The cup competitions usually provide the only realistic
routes for minor Premiership teams and their managers to win any tangible
trophies and gain recognition for their talents and endeavours.
The prolonged 38 game marathon that is a Premiership season
may be short enough for an occasional dark horse to slip into a top five finish,
but as the financial gap between the elite and the rest remains, it is highly unlikely that all
of the top sides will finish below an unexpectedly lucky mid table team. Although Leicester are currently stress testing this to the limit.
Even the FA Cup has increasingly been dominated by the big
four, so only the league cup, in its many guises remains as a viable target for
mid table Premiership teams.
However, the manager of the month award also provides
a minor, if achievable victory for any Premiership side, no matter how small.
The format is heavily tipped to favour an upset. It comprises just a handful of games, with a new competition beginning regularly, against
often heavily skewed strengths of schedule. The vagaries of luck can see
teams produce results that would be unlikely to be repeated over the longer
stretch of 38 matches, when talent increasingly overpowers good fortune.
Since January 2000, nearly half of the monthly awards have fallen to
the manager of either Manchester clubs, Arsenal, Chelsea or Liverpool. By
contrast these clubs between themselves have won each and every Premiership
title.
So their dominance on a year to year basis isn’t repeated over a monthly
cycle.
51 different managers and 30 separate teams have been
crowned the month’s best performer in the 142 individual competitions since New
Year’s Day 2000.
Owen Coyle, Phil Brown, Brian McDermott and Garry Monk have been feted alongside
more usual recipients, such as Sir Alex Ferguson and Arsene Wenger. Reading’s
McDermott even winning a monthly award in the season that his side was
relegated and just 33 days before his sacking.
The relative democracy that small numbers of matches can
bring to the Premiership was neatly demonstrated by the last two recipients of
the award during the 2013/14 season.
Brendan Rodgers lifted the award in March 2014 as Liverpool
fought for the title and Tony Pulis won in April, as Crystal Palace escaped
from the relegation zone. The two sides then met in May and the underdogs
Palace fatally undermined high flying Liverpool’s title challenge in a single,
unpredictable match.
So small sample size can temporarily elevate inferior sides
above their more illustrious rivals and while gaining more points that your
rivals in a calendar month doesn’t always guarantee the manager of the month
award, it is obviously a huge contributing factor.
The first two months of the current season rewarded South American managers, Pellegrini and Pochettino winning awards for their results at Manchester City and Spurs respectively.
The former was a clear winner in August. Simulations from shot models for all 40 matches resulted in City topping the table on points and if necessary goal difference over half the time, with their nearest virtual challengers, Arsenal, Manchester United and Swansea trailing well behind.
September was less clear cut. Shot models project Spurs as the most likely side with the best September Premier League record, but Southampton and Everton run them close.
The volatility of a small number of matches is evident in Everton's first two months of the campaign. Hugely unlikely to have topped the table in August they chased home Spurs and Southampton during the following month. Similarly, runaway winners in August, Manchester City fared only slightly better in simulations than did Newcastle in September.
Such a run at the beginning of the season is obviously most
evident because it will be mirrored in the current league position of a side and it is easy to make
unmerited assumptions without realising how likely this is to happen just by
natural variation within a small number of games.
The sight of a manager of any team lifting a manager of the month award may elevate expectations. When this new "norm" fails to be repeated, as it may well do if luck is a component, disappointment, as Brian McDermott discovered at Reading may quickly follow.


§ **Task brief**
Pull every line that includes the word "exports" out of the data below and copy it.

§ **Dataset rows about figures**
• • • • •
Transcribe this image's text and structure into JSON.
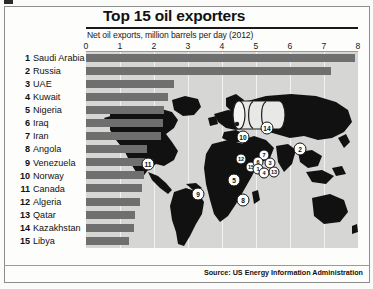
{
  "header": {
    "title": "Top 15 oil exporters",
    "subtitle": "Net oil exports, million barrels per day (2012)"
  },
  "source": "Source: US Energy Information Administration",
  "chart_data": {
    "type": "bar",
    "title": "Top 15 oil exporters",
    "subtitle": "Net oil exports, million barrels per day (2012)",
    "orientation": "horizontal",
    "xlabel": "Net oil exports, million barrels per day (2012)",
    "ylabel": "",
    "xlim": [
      0,
      8
    ],
    "xticks": [
      "0",
      "1",
      "2",
      "3",
      "4",
      "5",
      "6",
      "7",
      "8"
    ],
    "grid": true,
    "legend": "none",
    "categories": [
      "Saudi Arabia",
      "Russia",
      "UAE",
      "Kuwait",
      "Nigeria",
      "Iraq",
      "Iran",
      "Angola",
      "Venezuela",
      "Norway",
      "Canada",
      "Algeria",
      "Qatar",
      "Kazakhstan",
      "Libya"
    ],
    "ranks": [
      1,
      2,
      3,
      4,
      5,
      6,
      7,
      8,
      9,
      10,
      11,
      12,
      13,
      14,
      15
    ],
    "values": [
      7.9,
      7.2,
      2.6,
      2.4,
      2.3,
      2.25,
      2.2,
      1.8,
      1.75,
      1.7,
      1.65,
      1.6,
      1.45,
      1.4,
      1.25
    ],
    "units": "million barrels per day",
    "bar_color": "#6f6f6f",
    "plot_background": "#d6d6d4"
  },
  "map": {
    "markers": [
      {
        "label": "11",
        "country": "Canada"
      },
      {
        "label": "10",
        "country": "Norway"
      },
      {
        "label": "2",
        "country": "Russia"
      },
      {
        "label": "14",
        "country": "Kazakhstan"
      },
      {
        "label": "12",
        "country": "Algeria"
      },
      {
        "label": "15",
        "country": "Libya"
      },
      {
        "label": "7",
        "country": "Iran"
      },
      {
        "label": "6",
        "country": "Iraq"
      },
      {
        "label": "3",
        "country": "UAE"
      },
      {
        "label": "1",
        "country": "Saudi Arabia"
      },
      {
        "label": "4",
        "country": "Kuwait"
      },
      {
        "label": "13",
        "country": "Qatar"
      },
      {
        "label": "5",
        "country": "Nigeria"
      },
      {
        "label": "8",
        "country": "Angola"
      },
      {
        "label": "9",
        "country": "Venezuela"
      }
    ]
  }
}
• • • • •
§ **Result of the exercise**
    "subtitle": "Net oil exports, million barrels per day (2012)"
    "subtitle": "Net oil exports, million barrels per day (2012)",
    "xlabel": "Net oil exports, million barrels per day (2012)",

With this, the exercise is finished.